Homefront and Battlefront also chronicles life in Nelson during the war. Crooks relies on a careful reading of the daily press and her own and others’ recollections to describe how the citizens of Nelson mobilized to support the war effort. The fundraising campaigns, the continual production of “V-Bundles,” the entertainment of servicemen on leave from the Commonwealth Air Training Schools, and all the regular patriotic events support Crooks’s point that Nelson engaged in a “total” war effort. She does not neglect to point out that the darker side of Nelson’s wholehearted commitment to the war effort was hostility towards the Japanese Canadians interned nearby and towards the Doukhobors, who opposed war service. The most vivid descriptions of the home front, however, focus on the way the war effort absorbed the lives of Nelson’s children: comic books, toys, and games had war themes, and the children became deeply involved in the fundraising and salvaging campaigns to support the war effort. As a child, Crooks assumed that news broadcasts would come to an end when the war was over! It would have been interesting to hear more about how Nelson’s families coped during the war. Crooks reports the recollection of an eleven-year-old girl whose mother sent her back to school for the afternoon after telling her at lunchtime that her father had been killed overseas. However, we do not learn any more about how the family dealt with their loss.
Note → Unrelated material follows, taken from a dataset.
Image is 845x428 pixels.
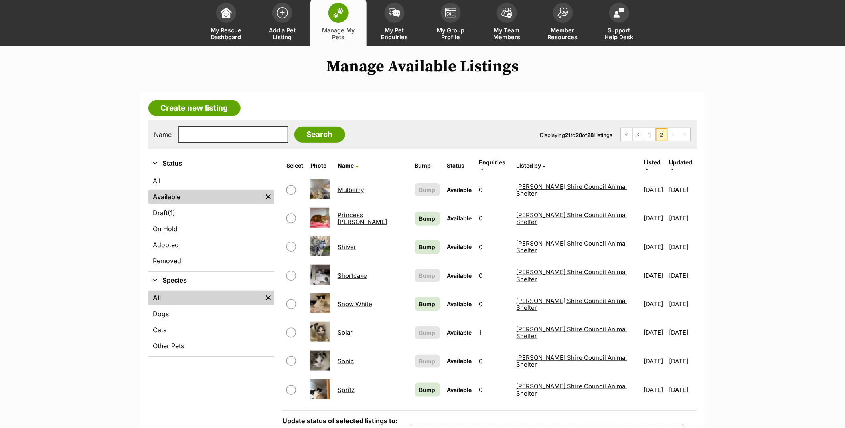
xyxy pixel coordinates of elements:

Patrick Lane, in his recent memoir, There Is a Season, refers to the intense loneliness and unhappiness of his mother and other women during the war years in Nelson, when their husbands were away.1 Lane’s references to wartime Nelson are brief, but they suggest a rawer and rougher city life than emerges in Homefront and Battlefront. All in all, though, Homefront and Battlefront is an excellent and well researched work of local history that could serve as a model for similar studies on the impact of the Second World War on British Columbia’s communities.

[1] Patrick Lane, There Is a Season (Toronto: McClelland and Stewart, 2004).